Every year, the Southern Poverty Law Center releases its annual “Year in Hate and Extremism” report, which this year found 917 hate groups operating in the United States. For the first time, included on that list was the Center for Immigration Studies (CIS), the “think tank” arm of the anti-immigrant movement that puts out misleading research and provides credibility for those wanting to make outrageous claims against immigrants.
CIS’ Executive Director, Mark Krikorian, took issue with that designation this week, claiming (among other things) that CIS is a frequently cited source and that its associates have testified before Congress more than a hundred times.
The Southern Poverty Law Center replied, pointing out that in the era of Trump, hate is not limited to KKK hoods and overtly racist skinheads. Instead:
Hate has gone mainstream. Today, the purveyors of hate don’t always burn crosses or use racial slurs. They might wear suits and ties. They might have sophisticated public relations operations. They might even testify before Congress.
They’re also more likely to be animated by a nativist or white nationalist ideology that sees the “white race” as being under siege by immigrants of color across the Western world. Reflecting this trend, our annual list of hate groups has evolved to include more groups closely linked to white nationalism.
Or, as Gabe Ortiz at Daily Kos put it, when you’ve been accused of being a white nationalist, your counterargument can’t just be, “Hey, we don’t wear sheets!”
Both SPLC’s rejoinder and Gabe’s Daily Kos piece go over the reasons why CIS’ is definitely a hate group, namely:
- CIS’ ties to John Tanton, the so-called “grandfather of the anti-immigrant movement”, who believed in lovely things like white supremacy, eugenics programs in order to keep control of the colored masses, and how American culture could only be preserved given a white majority.
- The history of Krikorian himself, who once said that we shouldn’t bother pronouncing Sonia Sotomayor‘s name correctly (“There ought to be limits” to “deferring to people’s own pronunciation of their names”; Sotomayor’s is an “unnatural pronunciation” “we shouldn’t be giving in to”), once said that Haiti has problems because it “wasn’t colonized long enough”, and once called Univision anchor Jorge Ramos (a recipient of this year’s Walter Cronkite Award for Excellence) an “ethnic hustler”.
- The nature of CIS’ “research”, which — as the New Republic recently put it — “twist the numbers to show immigrants pushing Western civilization to the brink of disaster. One 2008 report blames immigrants for America’s “burgeoning street gang problem.” Another, published two years later, argues that immigrants are using up the water in the American Southwest, making them the true threat to the environment. Yet another study, published in 2015, asserts that a whopping 51 percent of immigrant households are leeching off welfare—even though undocumented immigrants have been banned from receiving welfare since 1996. CIS’s research methodology is so flimsy that even hard-core conservative organizations have condemned it.”

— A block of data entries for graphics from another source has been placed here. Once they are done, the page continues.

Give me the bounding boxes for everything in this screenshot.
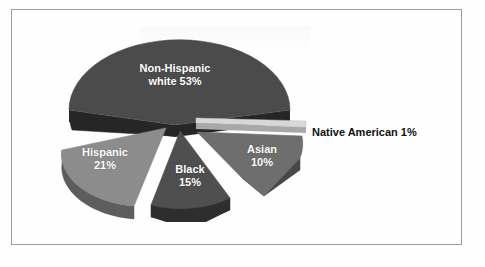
pie-label-black: Black 15% xyxy=(160,163,220,188)
pie-label-non-hispanic-white: Non-Hispanic white 53% xyxy=(120,62,230,87)
chart-plot-area: Non-Hispanic white 53% Hispanic 21% Blac… xyxy=(0,0,485,267)
pie-chart-figure: Non-Hispanic white 53% Hispanic 21% Blac… xyxy=(0,0,485,267)
pie-label-native-american: Native American 1% xyxy=(312,126,417,139)
pie-label-hispanic: Hispanic 21% xyxy=(69,146,141,171)
pie-label-asian: Asian 10% xyxy=(233,143,291,168)
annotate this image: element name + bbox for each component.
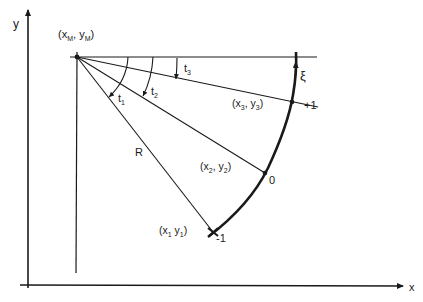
y-axis-label: y bbox=[13, 17, 19, 31]
point-label-x2: (x2, y2) bbox=[200, 160, 231, 174]
arc-geometry-diagram: y x (xM, yM) t1 t2 t3 R (x3, y3) (x2, y2… bbox=[0, 0, 423, 302]
point-label-x3: (x3, y3) bbox=[232, 97, 263, 111]
point-x2-marker bbox=[263, 171, 268, 176]
center-point bbox=[75, 55, 80, 60]
point-label-x1: (x1 y1) bbox=[159, 224, 187, 238]
param-label-minus1: -1 bbox=[216, 232, 226, 244]
arc-parameter-label: ξ bbox=[300, 68, 306, 83]
angle-arc-t3 bbox=[176, 58, 177, 79]
arc-curve bbox=[208, 52, 296, 237]
vertical-reference-line bbox=[76, 52, 77, 273]
angle-arc-t1 bbox=[109, 57, 128, 97]
x-axis-label: x bbox=[409, 281, 415, 293]
angle-label-t2: t2 bbox=[151, 85, 158, 99]
param-label-plus1: +1 bbox=[304, 99, 317, 111]
radius-line-2 bbox=[77, 57, 265, 173]
point-x3-marker bbox=[290, 100, 295, 105]
center-label: (xM, yM) bbox=[58, 28, 94, 42]
param-label-zero: 0 bbox=[269, 174, 275, 186]
radius-line-3 bbox=[77, 57, 318, 107]
angle-label-t3: t3 bbox=[184, 62, 191, 76]
x-axis bbox=[20, 285, 403, 286]
xi-arrow bbox=[295, 62, 296, 82]
radius-label: R bbox=[135, 146, 143, 158]
radius-line-1 bbox=[77, 57, 213, 232]
angle-label-t1: t1 bbox=[118, 92, 125, 106]
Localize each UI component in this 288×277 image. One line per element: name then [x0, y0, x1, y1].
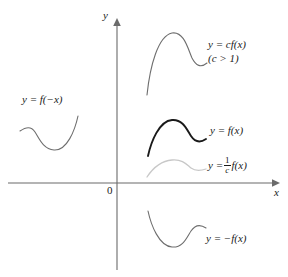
y-axis-label: y: [103, 9, 108, 21]
y-axis-arrowhead: [113, 18, 121, 26]
label-c-shrink-prefix: y =: [208, 159, 223, 171]
curve-c-stretch: [147, 33, 207, 95]
label-reflect-y: y = f(−x): [22, 93, 63, 107]
label-c-shrink: y =1cf(x): [208, 156, 247, 175]
label-reflect-x: y = −f(x): [206, 232, 247, 246]
curve-base-f: [148, 120, 206, 156]
fraction-one-over-c: 1c: [224, 156, 231, 175]
curve-c-shrink: [147, 160, 206, 177]
x-axis: [8, 179, 280, 187]
fraction-numerator: 1: [224, 156, 231, 165]
y-axis: [113, 18, 121, 270]
label-c-shrink-suffix: f(x): [232, 159, 247, 171]
transformations-figure: y x 0 y = cf(x) (c > 1) y = f(−x) y = f(…: [0, 0, 288, 277]
label-base-f: y = f(x): [210, 124, 243, 138]
origin-label: 0: [107, 184, 113, 196]
label-c-stretch: y = cf(x) (c > 1): [208, 38, 246, 66]
curve-reflect-x: [148, 211, 206, 247]
fraction-denominator: c: [224, 165, 231, 175]
label-c-stretch-line2: (c > 1): [208, 52, 246, 66]
x-axis-label: x: [274, 186, 279, 198]
curve-reflect-y: [20, 116, 78, 150]
label-c-stretch-line1: y = cf(x): [208, 38, 246, 50]
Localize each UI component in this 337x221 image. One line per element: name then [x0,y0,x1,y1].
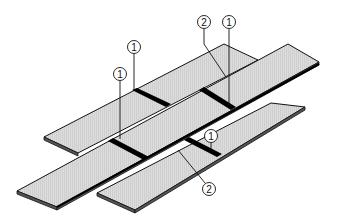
svg-text:2: 2 [206,184,212,195]
svg-text:1: 1 [208,131,214,142]
svg-text:1: 1 [226,17,232,28]
callout-1b: 1 [114,68,127,81]
callout-1d: 1 [205,130,218,143]
callout-2b: 2 [203,183,216,196]
plank-joint-diagram: 1 1 2 1 1 2 [0,0,337,221]
svg-text:1: 1 [117,69,123,80]
svg-text:2: 2 [201,17,207,28]
svg-text:1: 1 [131,42,137,53]
callout-2a: 2 [198,16,211,29]
callout-1c: 1 [223,16,236,29]
callout-1a: 1 [128,41,141,54]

- CIS’ association with white nationalists, including anti-Semites and Holocaust-deniers, one of whom called Jewish people “truly subversive,” “manipulative,” and “evil.” They also hired Jason Richwine, who was forced to resign from the *Heritage Foundation* (not exactly a moderate group) after a national outcry over a thesis in which he argued that blacks and Hispanics have lower IQs.